Locke Street, the otherwise hot spot for warm-weather revellers, was practicall­y empty Saturday, save for the folks who popped up to quickly retrieve food from a nearby eatery. More people could be seen Sunday — two lines snaked out of Donut Monster and Democracy, and dozens rode their bikes — but that might be a product of sunny weather more than anything else.

A small line waited outside the Hamilton Farmers’ Market on Saturday, but down the block at Gore Park, there were more pigeons than people.

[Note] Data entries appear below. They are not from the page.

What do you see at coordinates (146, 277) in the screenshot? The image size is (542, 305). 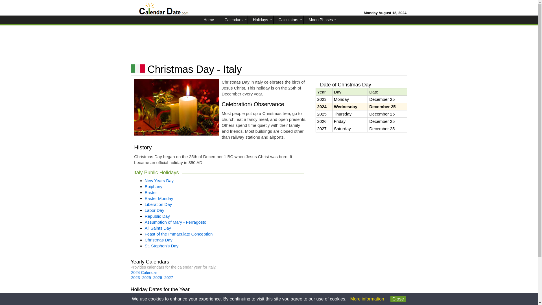 I see `2025` at bounding box center [146, 277].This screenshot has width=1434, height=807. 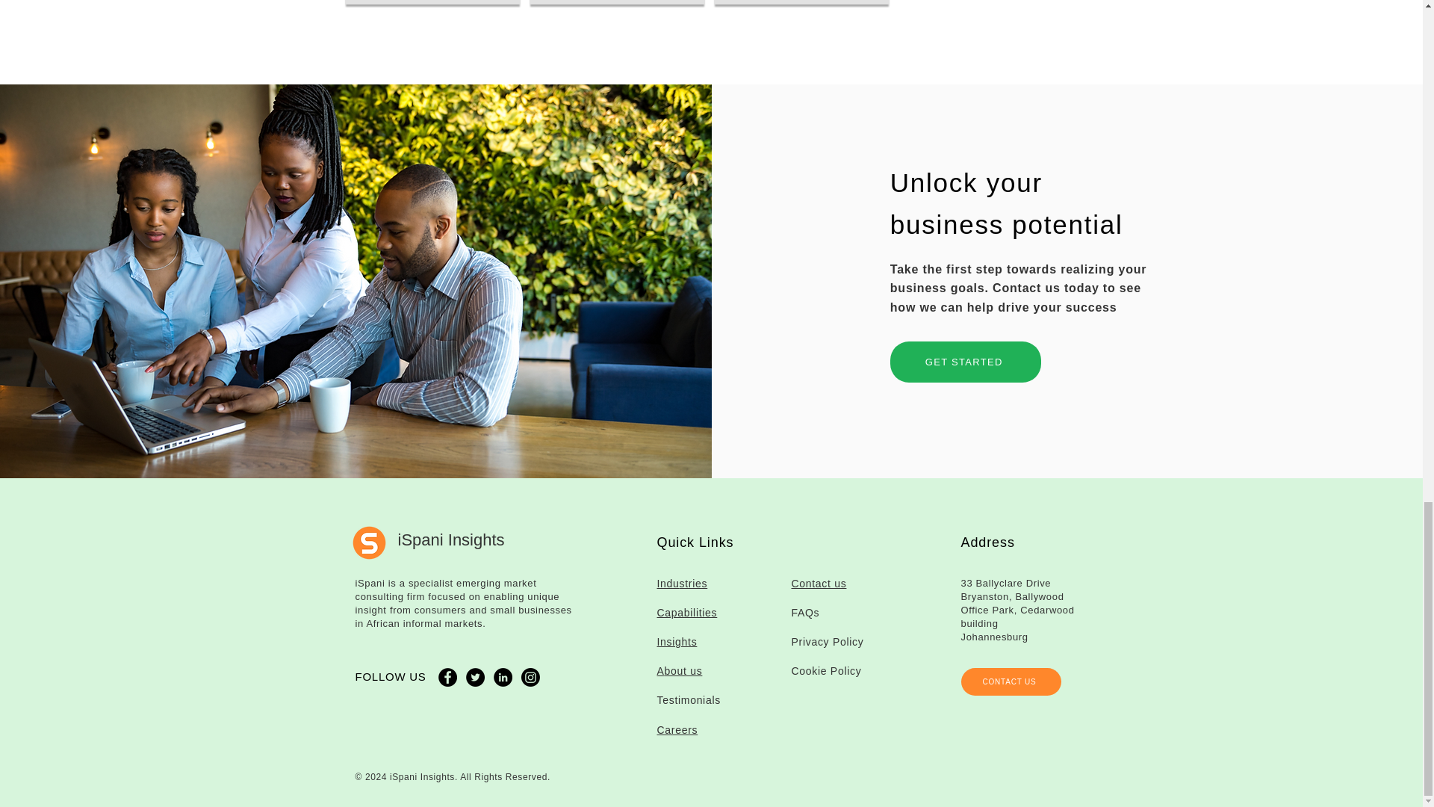 I want to click on GET STARTED, so click(x=965, y=362).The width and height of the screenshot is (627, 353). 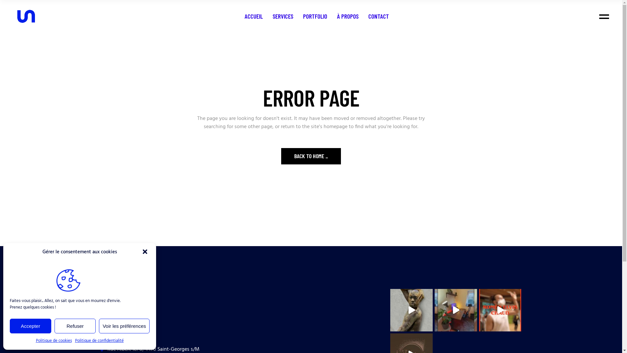 I want to click on contact@bleunoir.be, so click(x=127, y=329).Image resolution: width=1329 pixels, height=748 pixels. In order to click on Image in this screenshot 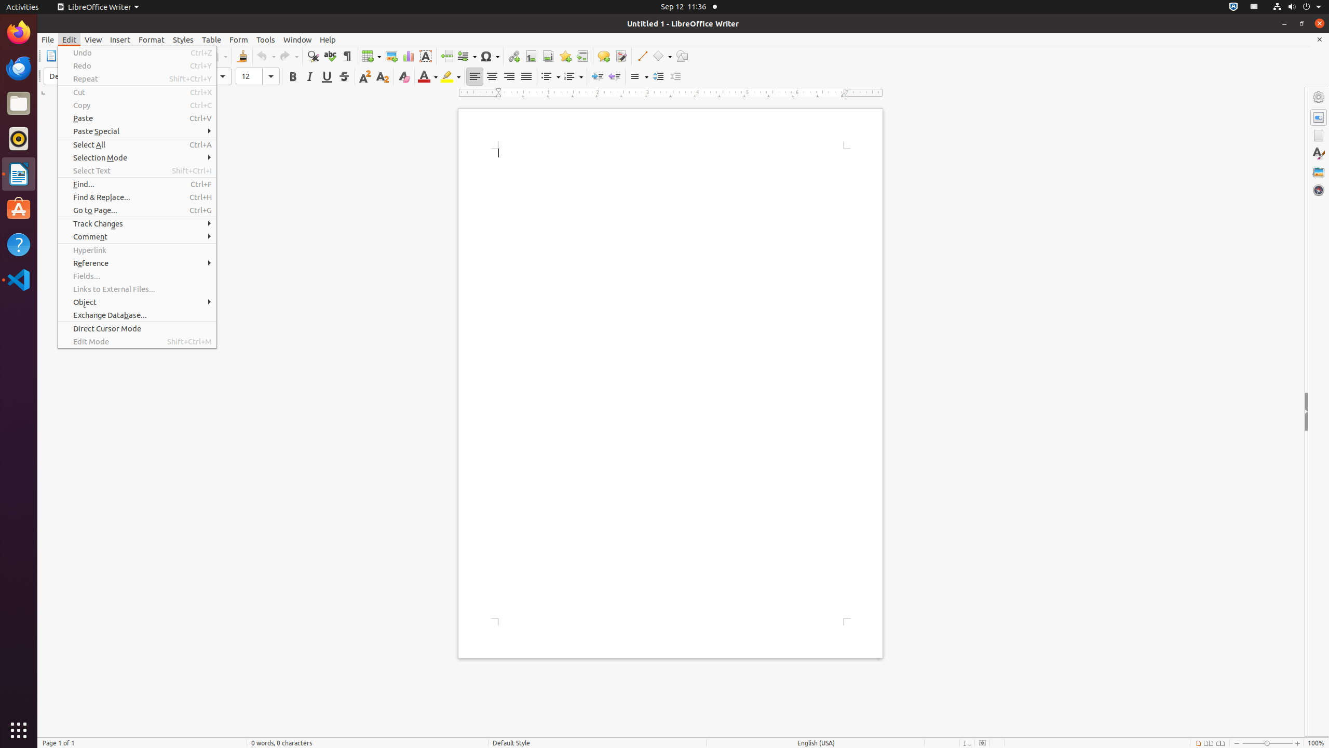, I will do `click(391, 56)`.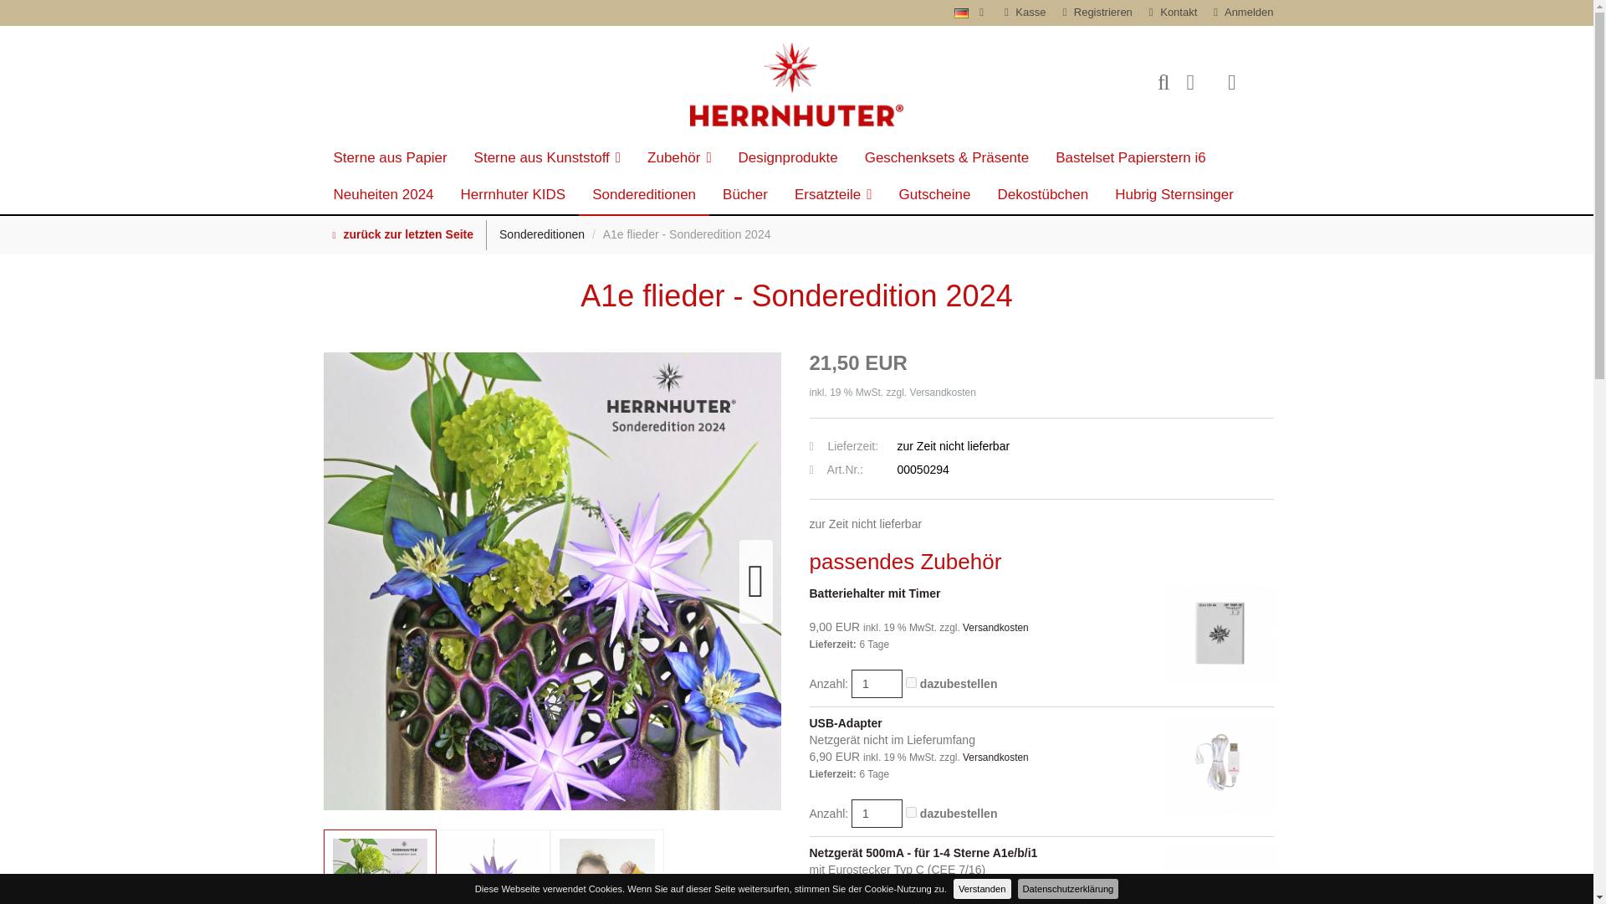 This screenshot has height=904, width=1606. I want to click on Anmelden, so click(1240, 13). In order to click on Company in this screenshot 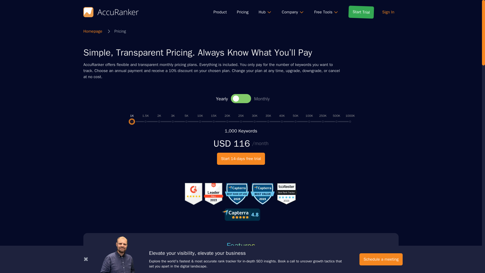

The same was true for much of the downtown core. Besides the groups of people taking shelter outside the Salvation Army or in Jackson Square, the area was sparse people-wise.

Meanwhile, two bylaw officers in patrol vehicles sat at the entrance of Albion Falls, the popular spring attraction which has now been closed for weeks. There were people on benches and kids on bikes at the HAAA grounds, but none could be seen on the shuttered playground structures.

At Gage Park, which has remained open to the public, the Spectator counted about 15 people roaming around a fully blossomed Kwanzan cherry tree near the greenhouse.

The cascading fountain in the park’s centre was empty and dry; so, too, was the watercours­es, which were strewn with leaves and muddy grass.

But that didn’t stop Jordana Riis’ kids from taking the empty fountain for a human merrygo-round. “We try to still come every weekend, but it’s been incredibly difficult,” says Riis, her kids, aged two and five, running in circles inside the fountain. “We have a backyard, so we’re lucky. But there’s nothing like a park.”

Dee Osborne, a friend of Riis’s, says outings with her children have largely been restricted to backyard play and neighbourh­ood walks.

“We would come close to the park and the kids would see the playground with caution tape and get sad,” she says. It’s her first Saturday back at Gage, and the kids are making do with or without a swing set. “We’re in an open space and we don’t have to worry about cars, which is nice.”

“We’re just trying to do what we can while keeping safe,” Osborne says. “At home, we have a coronaviru­s bucket list of things to do after the pandemic, like visit the aquarium or zoo or (grandparen­ts). Hopefully, we can do them soon.”

 ?? CATHIE COWARD THE HAMILTON SPECTATOR ?? Toomas Riis gives his son Jacob, 2, a swing in the sunshine in Gage Park on Saturday afternoon. Toomas his wife Jordana and their kids Sadie and Jacob were enjoying the day with a bike ride to the park, where the kids could play while still practising social distancing.
CATHIE COWARD THE HAMILTON SPECTATOR Toomas Riis gives his son Jacob, 2, a swing in the sunshine in Gage Park on Saturday afternoon. Toomas his wife Jordana and their kids Sadie and Jacob were enjoying the day with a bike ride to the park, where the kids could play while still practising social distancing.
 ?? CATHIE COWARD THE HAMILTON SPECTATOR ?? Motorcycli­sts make their way up Sydenham Road in Dundas and out into the Flamboroug­h countrysid­e for a ride on Sunday.
CATHIE COWARD THE HAMILTON SPECTATOR Motorcycli­sts make their way up Sydenham Road in Dundas and out into the Flamboroug­h countrysid­e for a ride on Sunday.